‘Being frazzled in the workplace has been dangerously normalised’
Comedian and actress Ruby Wax, Founder of mental health charity Frazzled, on taking stress seriously.
The campaigning group has created a recording of voicemails from mothers to MPs in its ‘Scream or Shout’ campaign.
It's poignant that 2021’s International Women’s Day coincides with the opening of schools across England. For many mothers, who for weeks have been attempting the impossible task of both working while also home-schooling, the sound of silence will be an unusual one.
Throughout the pandemic the charity Pregnant Then Screwed has gained a significant volume of media coverage, highlighting the ways in which the pandemic has disproportionately impacted mothers and pregnant women. At the heart of their success has been a commitment to ensuring the lived reality, the raw, unfiltered experiences of mothers in the pandemic is heard.
It’s a commitment which comes to the fore in their latest campaign. The Pregnant Then Screwed SOS helpline effortlessly captures the unfair load that women have shouldered throughout the pandemic. The charity specifically set up the Scream or Shout (SOS) telephone line for women to scream and shout their frustrations at how let down they have been by the lack of government support during this pandemic.
The messages have been edited into a recording that has today been sent to MP’s to highlight the inequality that mothers have been living with and the detrimental consequences of the burden of trying to hold down their jobs and look after their children.
A Pregnant Then Screwed survey of 15,000 women in October 2020, found that a third of new mums said that their mental health was poor. A study published in the Journal of Psychiatric Research which looked at the mental health of mothers after the first lockdown found that 43% of new mums met the criteria for clinically relevant depression and 61% met the criteria for anxiety.
Joeli Brearley, Founder and CEO of Pregnant Then Screwed explains: “The reality is that mothers have been pushed to their absolute limits in this pandemic. They are at their wits end. They are scared about their children's mental health, scared for their own mental health whilst simultaneously clutching onto their job with their fingernails.”
She continues: “One woman told us in tears that her husband has had to literally pick her up off the floor during this pandemic because she cannot cope anymore. Another told us she had said to her five-year-old that she was tired of being a mummy. These women aren’t OK, mothers are not OK right now.”
The project is designed to cement in history the realities that mothers faced during this pandemic.
Brearley goes on to explain: “What mothers are dealing with is taking place behind closed doors. We wanted to make the invisible, visible; to show politicians the impact their gender-blind policy making was having on women. This cannot happen again; we cannot put mothers through this ever again.”
It’s a compelling reminder of the power of real voices to affect change and encourage listeners to view the world through a lens other than their own.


#### [What is needed]
Only lines holding "stem" are needed; copy each of them from the data below.

#### [Data to process]
________________________________________

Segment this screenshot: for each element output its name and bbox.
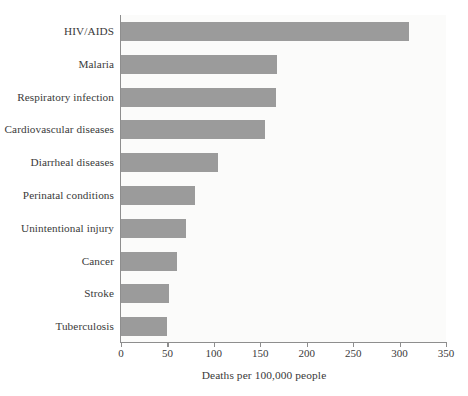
bar	[121, 252, 177, 271]
y-axis-label: Diarrheal diseases	[0, 157, 114, 168]
x-tick-label: 100	[206, 348, 223, 359]
bar	[121, 88, 276, 107]
y-axis-label: HIV/AIDS	[0, 26, 114, 37]
y-axis-label: Respiratory infection	[0, 92, 114, 103]
x-tick-label: 0	[118, 348, 124, 359]
y-axis-label: Malaria	[0, 59, 114, 70]
x-tick-label: 150	[252, 348, 269, 359]
bar	[121, 186, 195, 205]
bar	[121, 219, 186, 238]
bar-series	[121, 15, 446, 342]
y-axis-label: Perinatal conditions	[0, 190, 114, 201]
y-axis-label: Cancer	[0, 256, 114, 267]
bar	[121, 317, 167, 336]
x-tick-label: 200	[298, 348, 315, 359]
x-tick-label: 250	[345, 348, 362, 359]
y-axis-label: Tuberculosis	[0, 321, 114, 332]
y-axis-category-labels: HIV/AIDSMalariaRespiratory infectionCard…	[0, 15, 114, 342]
y-axis-label: Stroke	[0, 288, 114, 299]
y-axis-label: Unintentional injury	[0, 223, 114, 234]
bar	[121, 284, 169, 303]
bar	[121, 22, 409, 41]
bar	[121, 153, 218, 172]
x-axis-title-text: Deaths per 100,000 people	[142, 369, 327, 381]
bar	[121, 120, 265, 139]
y-axis-label: Cardiovascular diseases	[0, 124, 114, 135]
x-tick-label: 300	[391, 348, 408, 359]
bar	[121, 55, 277, 74]
x-axis-title: Deaths per 100,000 people	[0, 369, 468, 381]
x-axis-ticks: 050100150200250300350	[121, 342, 446, 366]
x-tick-label: 50	[162, 348, 173, 359]
bar-chart: HIV/AIDSMalariaRespiratory infectionCard…	[0, 0, 468, 396]
x-tick-label: 350	[438, 348, 455, 359]
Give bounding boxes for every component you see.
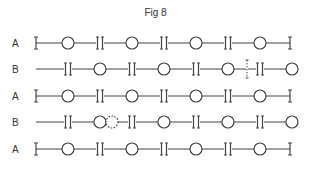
row-label: B — [12, 117, 19, 128]
circle-node-icon — [254, 37, 266, 49]
circle-node-icon — [190, 90, 202, 102]
circle-node-icon — [286, 116, 298, 128]
circle-node-icon — [254, 90, 266, 102]
double-bar-icon — [160, 37, 168, 49]
double-bar-icon — [64, 63, 72, 75]
double-bar-icon — [128, 116, 136, 128]
double-bar-icon — [224, 90, 232, 102]
circle-node-icon — [94, 116, 106, 128]
double-bar-icon — [256, 116, 264, 128]
double-bar-icon — [96, 143, 104, 155]
diagram-row-a: A — [12, 143, 292, 155]
circle-node-icon — [126, 90, 138, 102]
circle-node-icon — [62, 37, 74, 49]
circle-node-icon — [94, 63, 106, 75]
circle-node-icon — [190, 143, 202, 155]
row-label: A — [12, 144, 19, 155]
diagram-row-a: A — [12, 37, 292, 49]
chain-diagram: ABABA — [0, 0, 311, 175]
double-bar-icon — [96, 37, 104, 49]
double-bar-icon — [160, 90, 168, 102]
diagram-row-b: B — [12, 116, 298, 128]
double-bar-icon — [192, 116, 200, 128]
circle-node-icon — [222, 63, 234, 75]
circle-node-icon — [62, 143, 74, 155]
row-label: B — [12, 64, 19, 75]
double-bar-icon — [224, 143, 232, 155]
diagram-row-a: A — [12, 90, 292, 102]
double-bar-icon — [224, 37, 232, 49]
double-bar-icon — [128, 63, 136, 75]
row-label: A — [12, 91, 19, 102]
circle-node-icon — [158, 63, 170, 75]
circle-node-icon — [126, 143, 138, 155]
circle-node-icon — [254, 143, 266, 155]
dashed-circle-icon — [106, 116, 118, 128]
double-bar-icon — [96, 90, 104, 102]
circle-node-icon — [126, 37, 138, 49]
circle-node-icon — [190, 37, 202, 49]
row-label: A — [12, 38, 19, 49]
double-bar-icon — [160, 143, 168, 155]
double-bar-icon — [256, 63, 264, 75]
double-bar-icon — [64, 116, 72, 128]
circle-node-icon — [286, 63, 298, 75]
double-bar-icon — [192, 63, 200, 75]
circle-node-icon — [158, 116, 170, 128]
circle-node-icon — [62, 90, 74, 102]
circle-node-icon — [222, 116, 234, 128]
diagram-row-b: B — [12, 60, 298, 78]
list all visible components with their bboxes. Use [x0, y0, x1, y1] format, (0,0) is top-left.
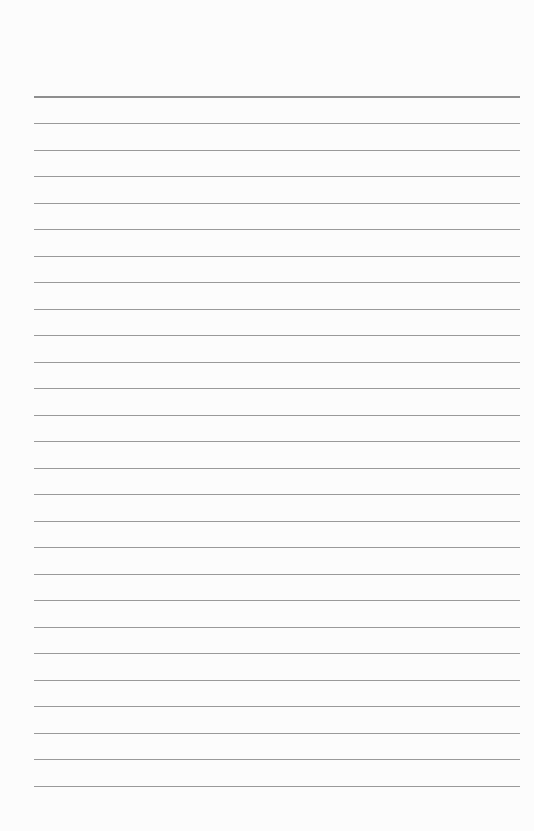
rule-line — [34, 653, 520, 654]
rule-line — [34, 680, 520, 681]
header-rule-line — [34, 96, 520, 98]
rule-line — [34, 123, 520, 124]
rule-line — [34, 547, 520, 548]
rule-line — [34, 759, 520, 760]
rule-line — [34, 150, 520, 151]
rule-line — [34, 574, 520, 575]
rule-line — [34, 733, 520, 734]
rule-line — [34, 521, 520, 522]
rule-line — [34, 441, 520, 442]
rule-line — [34, 415, 520, 416]
rule-line — [34, 468, 520, 469]
rule-line — [34, 176, 520, 177]
rule-line — [34, 362, 520, 363]
rule-line — [34, 309, 520, 310]
rule-line — [34, 494, 520, 495]
rule-line — [34, 203, 520, 204]
rule-line — [34, 388, 520, 389]
rule-line — [34, 256, 520, 257]
rule-line — [34, 786, 520, 787]
rule-line — [34, 600, 520, 601]
rule-line — [34, 335, 520, 336]
rule-line — [34, 627, 520, 628]
notebook-page — [0, 0, 534, 831]
rule-line — [34, 706, 520, 707]
rule-line — [34, 282, 520, 283]
rule-line — [34, 229, 520, 230]
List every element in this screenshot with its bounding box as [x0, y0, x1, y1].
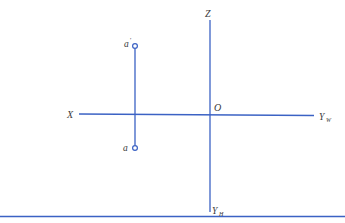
- point-a-label: a: [123, 143, 128, 153]
- svg-text:W: W: [326, 117, 332, 123]
- yw-axis-label: Y W: [319, 112, 332, 123]
- yh-axis-label: Y H: [212, 206, 224, 217]
- svg-text:a: a: [124, 39, 129, 49]
- x-axis-label: X: [66, 109, 74, 120]
- origin-label: O: [214, 102, 221, 113]
- projection-diagram: Z X O Y W Y H a ′ a: [0, 0, 345, 223]
- svg-text:Y: Y: [212, 206, 219, 216]
- svg-text:H: H: [218, 211, 224, 217]
- z-axis-label: Z: [205, 8, 211, 19]
- point-a-prime-label: a ′: [124, 36, 132, 49]
- point-a-icon: [133, 146, 138, 151]
- svg-text:Y: Y: [319, 112, 326, 122]
- svg-text:′: ′: [130, 36, 132, 44]
- point-a-prime-icon: [133, 44, 138, 49]
- horizontal-axis-x-yw: [79, 114, 314, 116]
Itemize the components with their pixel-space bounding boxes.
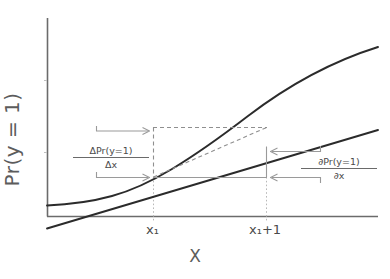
x-tick-label-x1: x₁ (146, 222, 159, 237)
x-tick-label-x1-text: x₁ (146, 222, 159, 237)
partial-derivative-denominator: ∂x (301, 170, 377, 181)
partial-derivative-label: ∂Pr(y=1) ∂x (301, 156, 377, 181)
x-tick-label-x1-plus-1-text: x₁+1 (249, 222, 281, 237)
figure-canvas: Pr(y = 1) X x₁ x₁+1 ΔPr(y=1) Δx ∂Pr(y=1)… (0, 0, 390, 279)
plot-svg (0, 0, 390, 279)
fraction-bar (301, 168, 377, 169)
discrete-change-numerator: ΔPr(y=1) (73, 145, 149, 156)
y-axis-title-wrapper: Pr(y = 1) (0, 0, 40, 279)
partial-derivative-numerator: ∂Pr(y=1) (301, 156, 377, 167)
discrete-change-denominator: Δx (73, 159, 149, 170)
discrete-change-label: ΔPr(y=1) Δx (73, 145, 149, 170)
arrow-stem-lower-left (97, 172, 149, 178)
y-axis-title: Pr(y = 1) (0, 0, 24, 279)
x-tick-dropline-group (154, 177, 267, 221)
derivative-guides (153, 147, 267, 178)
x-axis-title: X (0, 248, 390, 265)
fraction-bar (73, 157, 149, 158)
axis-group (44, 18, 378, 217)
x-tick-label-x1-plus-1: x₁+1 (249, 222, 281, 237)
arrow-stem-upper-left (97, 126, 149, 131)
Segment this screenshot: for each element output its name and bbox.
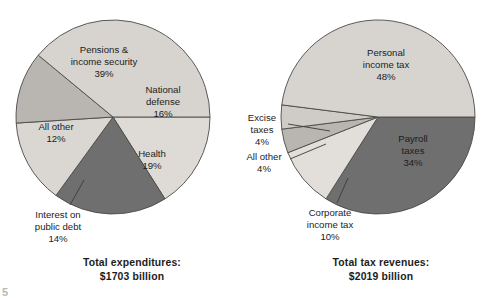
slice-label-line: All other xyxy=(246,151,282,162)
caption-value: $2019 billion xyxy=(349,271,413,282)
slice-label-value: 14% xyxy=(48,233,68,244)
slice-label-line: Excise xyxy=(248,112,276,123)
caption-value: $1703 billion xyxy=(100,271,164,282)
caption-title: Total expenditures: xyxy=(83,257,181,268)
charts-canvas: National defense 16% Health 19% All othe… xyxy=(0,0,492,298)
slice-label-line: taxes xyxy=(251,124,274,135)
corner-page-mark: 5 xyxy=(2,286,8,298)
slice-label-line: Interest on xyxy=(35,209,80,220)
slice-label-line: public debt xyxy=(35,221,82,232)
slice-label-line: Personal xyxy=(367,47,405,58)
slice-label-excise-taxes: Excise taxes 4% xyxy=(248,112,276,147)
slice-label-value: 39% xyxy=(94,68,114,79)
slice-label-value: 4% xyxy=(255,136,269,147)
slice-label-line: income tax xyxy=(363,59,410,70)
slice-label-line: Health xyxy=(138,148,166,159)
caption-tax-revenues: Total tax revenues: $2019 billion xyxy=(333,257,430,282)
pie-chart-tax-revenues: Payroll taxes 34% Personal income tax 48… xyxy=(246,20,475,282)
figure-two-pie-charts: National defense 16% Health 19% All othe… xyxy=(0,0,492,298)
slice-label-value: 19% xyxy=(142,160,162,171)
slice-label-line: income tax xyxy=(307,219,354,230)
slice-label-corporate-income-tax: Corporate income tax 10% xyxy=(307,207,354,242)
slice-label-line: National xyxy=(145,84,180,95)
slice-label-line: Payroll xyxy=(398,133,427,144)
slice-label-line: taxes xyxy=(402,145,425,156)
slice-label-line: All other xyxy=(38,121,74,132)
slice-label-line: Corporate xyxy=(309,207,352,218)
caption-title: Total tax revenues: xyxy=(333,257,430,268)
slice-label-value: 48% xyxy=(376,71,396,82)
slice-label-line: Pensions & xyxy=(80,44,129,55)
slice-label-value: 12% xyxy=(46,133,66,144)
slice-label-interest-public-debt: Interest on public debt 14% xyxy=(35,209,82,244)
slice-label-all-other-revenues: All other 4% xyxy=(246,151,282,174)
slice-label-value: 4% xyxy=(257,163,271,174)
slice-label-value: 10% xyxy=(320,231,340,242)
slice-label-line: defense xyxy=(146,96,180,107)
slice-label-value: 16% xyxy=(153,108,173,119)
slice-label-line: income security xyxy=(71,56,138,67)
caption-expenditures: Total expenditures: $1703 billion xyxy=(83,257,181,282)
slice-label-value: 34% xyxy=(403,157,423,168)
pie-chart-expenditures: National defense 16% Health 19% All othe… xyxy=(16,20,210,282)
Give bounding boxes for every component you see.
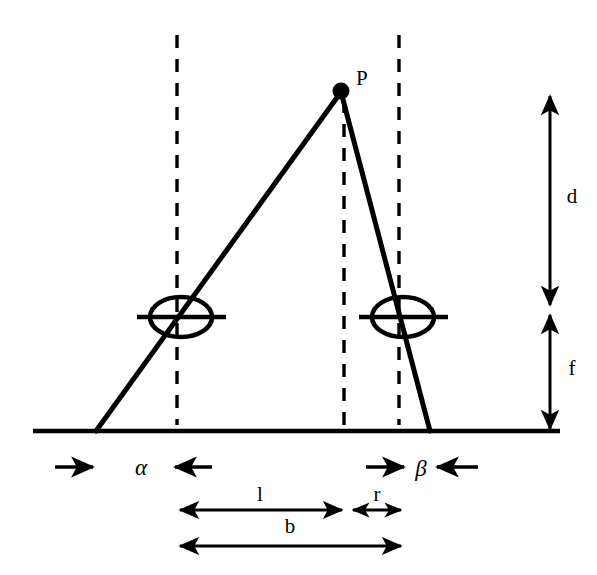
measure-l-group: l xyxy=(180,482,342,510)
apex-point-label: P xyxy=(356,66,368,90)
measure-d-label: d xyxy=(567,184,578,208)
sight-rays-group xyxy=(96,92,430,431)
measure-r-group: r xyxy=(353,482,401,510)
measure-f-label: f xyxy=(569,356,576,380)
left-lens xyxy=(137,297,226,337)
angle-beta-label: β xyxy=(414,456,427,481)
apex-point-marker xyxy=(333,83,350,100)
dashed-axes-group xyxy=(177,35,399,425)
left-sight-ray xyxy=(96,92,341,431)
vertical-measure-group: d f xyxy=(550,96,578,429)
angle-alpha-group: α xyxy=(55,455,212,480)
triangulation-diagram: P d f α β l r b xyxy=(0,0,597,575)
right-sight-ray xyxy=(341,92,430,431)
measure-b-group: b xyxy=(180,514,401,546)
angle-beta-group: β xyxy=(366,456,478,481)
measure-l-label: l xyxy=(257,482,263,506)
measure-r-label: r xyxy=(374,482,381,506)
diagram-canvas: P d f α β l r b xyxy=(0,0,597,575)
measure-b-label: b xyxy=(285,514,296,538)
angle-alpha-label: α xyxy=(135,455,148,480)
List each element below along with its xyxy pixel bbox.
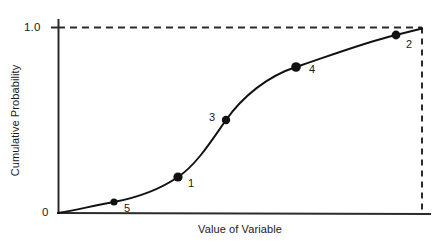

________________________________________

#### [Response area]
arrow-stem-lower-left (97, 172, 149, 178)
arrow-stem-upper-left (97, 126, 149, 131)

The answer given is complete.